A number of observations have gone unsaid about “Prometheus”. The film is Scott’s first visit to outer space since “Blade Runner”, starring Harrison Ford, in 1982. Three years earlier, he had directed the science fiction horror “Alien”. Both films, over thirty years old, were made before the invention of computer-generated imagery (CGI) and green screen technology. In contrast, the trailer for “Prometheus” has the kind of sleek digital stammer which defines so much modern film-making.
Scott, who turns 75 in November, releases a film roughly each year. He shows few signs of slowing his galloping pace. Like Woody Allen and Clint Eastwood – a septuagenarian and octogenarian respectively – the director seems content to race through genres, much like a teenager who is channel-hopping with a remote control. In recent years, he has tackled feminism (“Thelma & Louise”), period epics (“Gladiator”, “Kingdom of Heaven”, “Robin Hood”) and thrillers (“Black Rain”, “Body of Lies”).
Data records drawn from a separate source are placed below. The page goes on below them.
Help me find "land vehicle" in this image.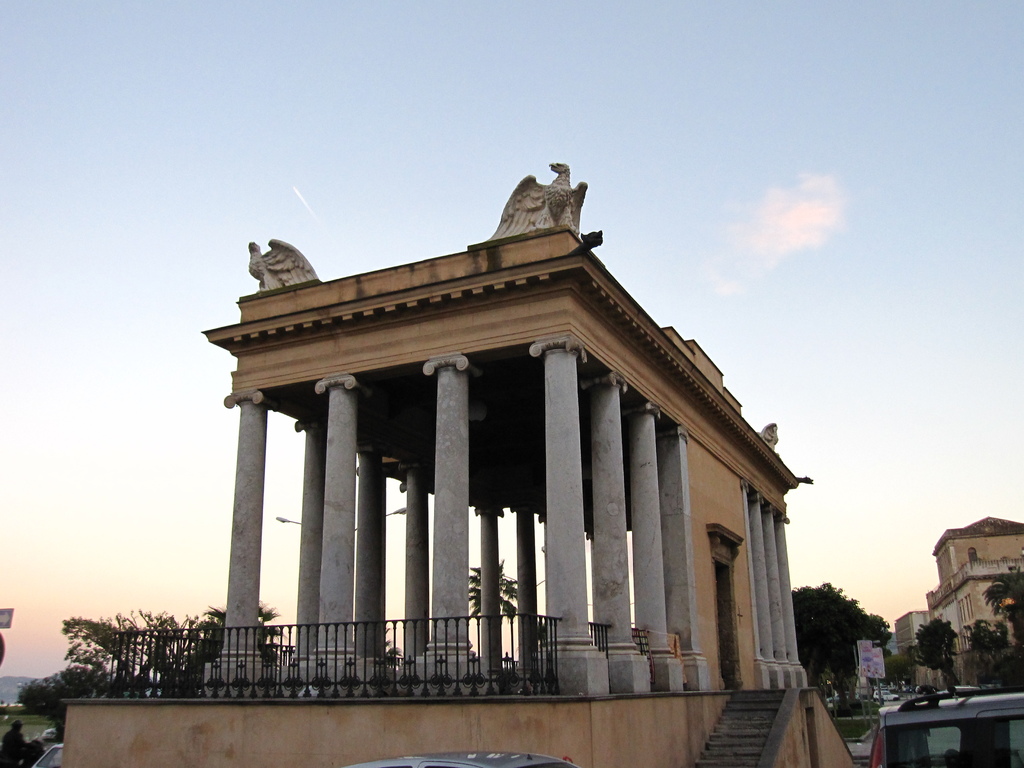
Found it: 29 740 65 767.
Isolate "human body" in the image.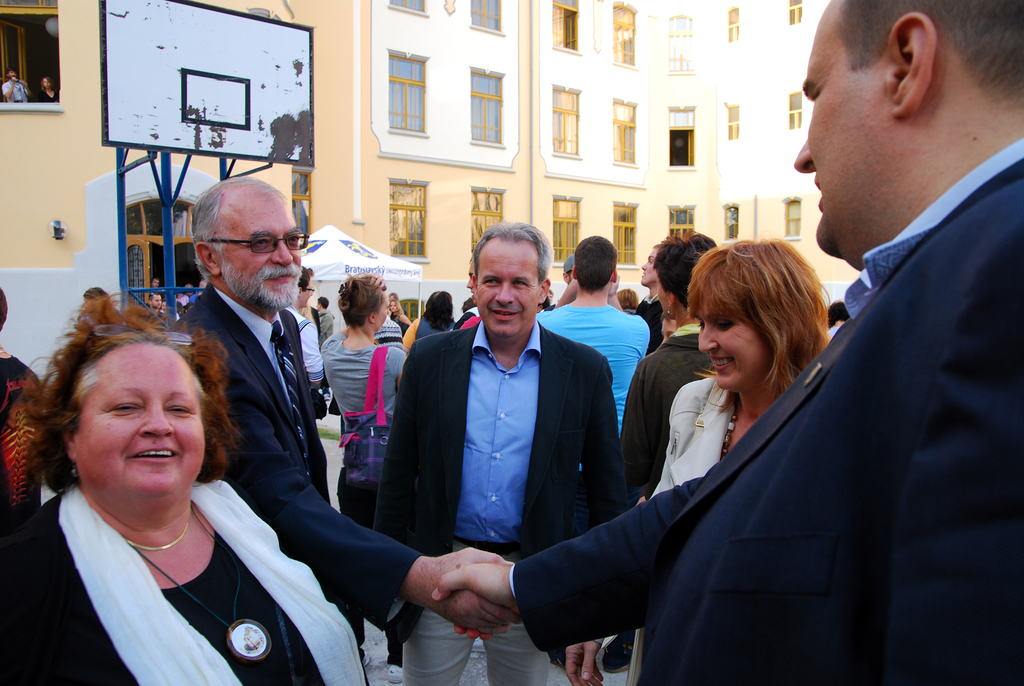
Isolated region: box=[637, 235, 842, 685].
A career in directing can sometimes enjoy a longevity which is rare in the film business. Billy Wilder was in his Seventies when he quit film –making. Like Scott, Clint Eastwood also shows few signs of fading. As he told The Observer’s Philip French in 2007: “I was mostly interested in being behind the camera, figuring that my retirement would be rather gradual, and then some day they’ll say, get out from behind the camera, and I’ll go into the sunset. But right now, I’ve been enjoying things the way they are”.